With self assessment season looming, AccountingWEB has been exploring the options for applying document management tools to the task. One solution that was brought to our attention was CCH Scan Management, so John Stokdyk took a closer look.
The complex nature of business software sometimes means that you have to plough through pages and pages of screen shots and descriptions to get a handle on what a program does and how it works.
This review isn’t going to be like that. Once you have physically fed your documents into a scanner, most of what CCH Scan Management does goes on in the background. The program appears on screen within the usual frames and conventions of CCH ProSystem, but for the most part you either end up looking at the scanner’s own software dialogue box, or PDF files in Adobe Acrobat.
The basic concept
Practitioners confirm that the hardest part of tax preparation is getting information out of clients. Usually data from clients arrives in dribs and drabs as you chase them for different documents to verify their income and expenses. Or you might be lucky enough to receive the documents in a single wodge of paperwork.
Many firms already scan incoming correspondence and documents, but it takes up a lot of qualified staff time to sort through the scanned image files to pick out the correct documents, transfer them to client files and organise them for entering data into a tax preparation program.
CCH Scan Management still requires some human intervention to sort and identify incoming documents (using "target" sheets that are fed with the paper through the scanner) and to review the output to ensure the scanner has captured all the pages clearly. But a significant proportion of the administrative drudgery has been automated, so that all the scanned documents end up in a single PDF file, organised to match the data structure of the self assessment tax return.
Once the standard scanned TIFF files reach the CCH Scan Management in-tray (a specified file directory on your PC or network), the program applies optical character recognition to the images. The interpreter has been programmed to recognise key titles, phrases and document layouts to assign them to bookmarked headings within the target PDF file (see left). If it cannot recognise a file - for example someone’s handwritten covering note - it will go into an “unclassified” section.
When it comes to reviewing the PDF, CCH has written a plug-in for Adobe Acrobat called PDFlyer to let accountants organise the bookmarks and annotate the individual documents.
A single user licence costs £300, accompanied by a £105 annual fee and includes the PDFlyer plug-in; further licences are available at lower rates the more copies you buy. CCH Scan Management can operate as a standalone package within your practice, but it can also integrate and take advantage of further options such as CCH Central and its Document Online portal system - but these facilities will cost more.
How it works in practice
It all sounds pretty simple - but how does it work in real life? Once you’ve loaded the software, you will need to configure it to accept files from the scanner you’re using, and point the program at your target file directory. You will also need a copy of the Adobe Acrobat Standard or Professional, with the PDFlyer plug-in loaded.
Our test pack included 24 sheets, plus two target sheets, one of which told the software what the file name should be and the other instructed the program to tread the following pages as a single document. Using a compact A4 Canon imageFORMULA DR-2050C duplex scanner, it took just over a minute to input all the pages.
The file then appeared in the CCH Scan Management in-tray directory. After a short wait the software picked it up and got to work for another couple of minutes. When it was done, the program alerted me that our “Test Client1” PDF was now available for viewing.
Apart from two unclassified documents, all the other pages were included in appropriate sections within the readymade bookmark structure: CCH Scan Management had recognised a P60 and P11D and stored them in the employement section, while a coding notice was stored under the HMRC bookmark. One of the unclassified documents was a handwritten cover note that came through upside down. Within PDFlyer, I was able to rotate it (without affecting the orientation of other documents) and bookmark it as Correspondence.
The PDFlyer tool has several other useful features. If you scan in another file or someone sends you one, you can merge it into the existing client file and bookmark structure. As you work through the documents, you can annotate each one with salient notes (eg 50:50 split for interest on a jointly held account), eave checkmarks that you have reviewed a page, or even open a calculator and work out the relevant values that you will want input to the tax form.
Conclusion
And that, in short summary, is what Scan Management does. The possibilities for a paperless tool like this are very exciting. For example, once a document has been recognised and catalogued as a relevant tax document, what’s to prevent the data from being extracted automatically to the tax form?
CCH ProSystem’s tax program already has a number of workflow assignment tools and triggers, and once again, Scan Management could potentially hook into these to deliver further productivity gains.
These are logical steps that spring to mind when shown the potential of an application such as this. While not discounting my speculations, CCH product manager Wendy Rowe explained that in the real world, “The main driver for Scan Management is dual-screen working. People have the bookmarked PDF on one screen and just put the figures into the tax program on the other screen.”
In other words, anything more adventurous will have to wait until practitioners get through this self assessment season.
What CCH Scan Management does is very clever. But it goes about its task without fuss or drama in exactly the way that any good business application should. Putting together an indexed electronic document specifically for SA100 processing is so simple and sensible from a practical point of view that you wonder why no one has thought of it before. So credit to CCH for doing so. Now let’s find out whether UK agents are ready for paperless tax processing.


:: What you have to do ::
Each line of the data below must be given again exactly as written.

:: Records provided ::
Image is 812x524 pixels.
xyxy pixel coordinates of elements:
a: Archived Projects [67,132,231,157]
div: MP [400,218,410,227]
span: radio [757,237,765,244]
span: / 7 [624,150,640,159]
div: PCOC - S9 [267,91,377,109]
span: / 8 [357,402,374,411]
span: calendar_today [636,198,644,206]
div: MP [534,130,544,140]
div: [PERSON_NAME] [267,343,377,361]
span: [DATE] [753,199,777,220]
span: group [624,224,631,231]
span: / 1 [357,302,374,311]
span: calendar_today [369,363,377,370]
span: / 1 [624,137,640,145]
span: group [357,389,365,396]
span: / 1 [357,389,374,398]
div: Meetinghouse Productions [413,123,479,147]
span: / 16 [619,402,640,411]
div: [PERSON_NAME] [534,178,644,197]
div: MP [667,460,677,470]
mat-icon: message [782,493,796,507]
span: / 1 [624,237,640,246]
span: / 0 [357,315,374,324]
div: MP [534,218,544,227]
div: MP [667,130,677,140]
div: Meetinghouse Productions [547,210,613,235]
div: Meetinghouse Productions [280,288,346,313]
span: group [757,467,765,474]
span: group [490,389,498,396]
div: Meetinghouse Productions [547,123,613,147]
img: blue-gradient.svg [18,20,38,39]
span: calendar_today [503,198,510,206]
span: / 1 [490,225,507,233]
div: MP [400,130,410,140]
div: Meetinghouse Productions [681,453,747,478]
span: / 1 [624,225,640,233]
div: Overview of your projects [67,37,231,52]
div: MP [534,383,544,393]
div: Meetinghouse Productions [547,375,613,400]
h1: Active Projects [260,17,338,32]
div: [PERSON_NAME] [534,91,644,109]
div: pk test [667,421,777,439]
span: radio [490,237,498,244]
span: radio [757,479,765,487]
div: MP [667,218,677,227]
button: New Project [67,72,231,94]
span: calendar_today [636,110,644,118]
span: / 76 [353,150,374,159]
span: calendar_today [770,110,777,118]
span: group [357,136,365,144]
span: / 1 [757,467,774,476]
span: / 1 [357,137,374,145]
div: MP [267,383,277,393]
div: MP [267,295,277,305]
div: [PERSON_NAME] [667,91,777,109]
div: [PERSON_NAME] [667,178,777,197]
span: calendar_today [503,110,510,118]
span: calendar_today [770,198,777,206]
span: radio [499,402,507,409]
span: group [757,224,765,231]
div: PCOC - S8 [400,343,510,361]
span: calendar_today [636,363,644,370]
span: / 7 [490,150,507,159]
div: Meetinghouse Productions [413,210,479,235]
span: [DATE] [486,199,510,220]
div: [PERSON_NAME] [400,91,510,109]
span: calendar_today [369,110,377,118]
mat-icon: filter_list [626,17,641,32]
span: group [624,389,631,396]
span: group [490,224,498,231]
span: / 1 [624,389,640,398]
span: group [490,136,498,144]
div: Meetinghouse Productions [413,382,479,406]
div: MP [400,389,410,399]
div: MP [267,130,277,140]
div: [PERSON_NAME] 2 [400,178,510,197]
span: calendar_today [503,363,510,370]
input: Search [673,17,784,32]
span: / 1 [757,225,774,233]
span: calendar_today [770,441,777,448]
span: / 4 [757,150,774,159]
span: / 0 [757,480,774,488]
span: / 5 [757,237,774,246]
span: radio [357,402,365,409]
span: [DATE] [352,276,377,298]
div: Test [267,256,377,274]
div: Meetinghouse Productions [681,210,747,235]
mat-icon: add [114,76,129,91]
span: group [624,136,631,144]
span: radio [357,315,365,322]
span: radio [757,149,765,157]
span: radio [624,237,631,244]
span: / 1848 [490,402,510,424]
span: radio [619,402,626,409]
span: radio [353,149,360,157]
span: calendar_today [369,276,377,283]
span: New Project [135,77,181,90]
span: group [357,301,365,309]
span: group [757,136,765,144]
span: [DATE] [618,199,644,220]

:: Response below ::
Image is 812x524 pixels.
xyxy pixel coordinates of elements:
a: Archived Projects [67,132,231,157]
div: MP [400,218,410,227]
span: radio [757,237,765,244]
span: / 7 [624,150,640,159]
div: PCOC - S9 [267,91,377,109]
span: / 8 [357,402,374,411]
span: calendar_today [636,198,644,206]
div: MP [534,130,544,140]
div: [PERSON_NAME] [267,343,377,361]
span: [DATE] [753,199,777,220]
span: group [624,224,631,231]
span: / 1 [357,302,374,311]
span: calendar_today [369,363,377,370]
span: / 1 [624,137,640,145]
span: group [357,389,365,396]
span: / 1 [357,389,374,398]
div: Meetinghouse Productions [413,123,479,147]
span: / 16 [619,402,640,411]
div: [PERSON_NAME] [534,178,644,197]
div: MP [667,460,677,470]
mat-icon: message [782,493,796,507]
span: / 1 [624,237,640,246]
span: / 0 [357,315,374,324]
div: MP [534,218,544,227]
div: MP [667,130,677,140]
div: Meetinghouse Productions [547,210,613,235]
div: Meetinghouse Productions [280,288,346,313]
span: group [757,467,765,474]
span: group [490,389,498,396]
div: Meetinghouse Productions [547,123,613,147]
img: blue-gradient.svg [18,20,38,39]
span: calendar_today [503,198,510,206]
span: / 1 [490,225,507,233]
div: MP [400,130,410,140]
div: Meetinghouse Productions [681,453,747,478]
span: / 1 [624,225,640,233]
div: Overview of your projects [67,37,231,52]
div: MP [534,383,544,393]
div: Meetinghouse Productions [547,375,613,400]
h1: Active Projects [260,17,338,32]
div: [PERSON_NAME] [534,91,644,109]
div: pk test [667,421,777,439]
span: radio [490,237,498,244]
span: radio [757,479,765,487]
div: MP [667,218,677,227]
button: New Project [67,72,231,94]
span: calendar_today [636,110,644,118]
span: / 76 [353,150,374,159]
span: calendar_today [770,110,777,118]
span: group [357,136,365,144]
span: / 1 [757,467,774,476]
span: / 1 [357,137,374,145]
div: MP [267,383,277,393]
div: MP [267,295,277,305]
div: [PERSON_NAME] [667,91,777,109]
div: [PERSON_NAME] [667,178,777,197]
span: calendar_today [503,110,510,118]
span: calendar_today [770,198,777,206]
span: radio [499,402,507,409]
span: group [757,224,765,231]
div: PCOC - S8 [400,343,510,361]
span: calendar_today [636,363,644,370]
span: / 7 [490,150,507,159]
div: Meetinghouse Productions [413,210,479,235]
span: [DATE] [486,199,510,220]
div: [PERSON_NAME] [400,91,510,109]
span: calendar_today [369,110,377,118]
mat-icon: filter_list [626,17,641,32]
span: group [624,389,631,396]
span: group [490,224,498,231]
span: / 1 [624,389,640,398]
span: group [490,136,498,144]
div: Meetinghouse Productions [413,382,479,406]
div: MP [400,389,410,399]
div: MP [267,130,277,140]
div: [PERSON_NAME] 2 [400,178,510,197]
span: calendar_today [503,363,510,370]
input: Search [673,17,784,32]
span: / 1 [757,225,774,233]
span: calendar_today [770,441,777,448]
span: / 4 [757,150,774,159]
span: / 0 [757,480,774,488]
span: / 5 [757,237,774,246]
span: radio [357,402,365,409]
span: [DATE] [352,276,377,298]
div: Test [267,256,377,274]
div: Meetinghouse Productions [681,210,747,235]
mat-icon: add [114,76,129,91]
span: group [624,136,631,144]
span: radio [357,315,365,322]
span: radio [757,149,765,157]
span: radio [624,237,631,244]
span: / 1848 [490,402,510,424]
span: radio [619,402,626,409]
span: radio [353,149,360,157]
span: calendar_today [369,276,377,283]
span: New Project [135,77,181,90]
span: group [357,301,365,309]
span: group [757,136,765,144]
span: [DATE] [618,199,644,220]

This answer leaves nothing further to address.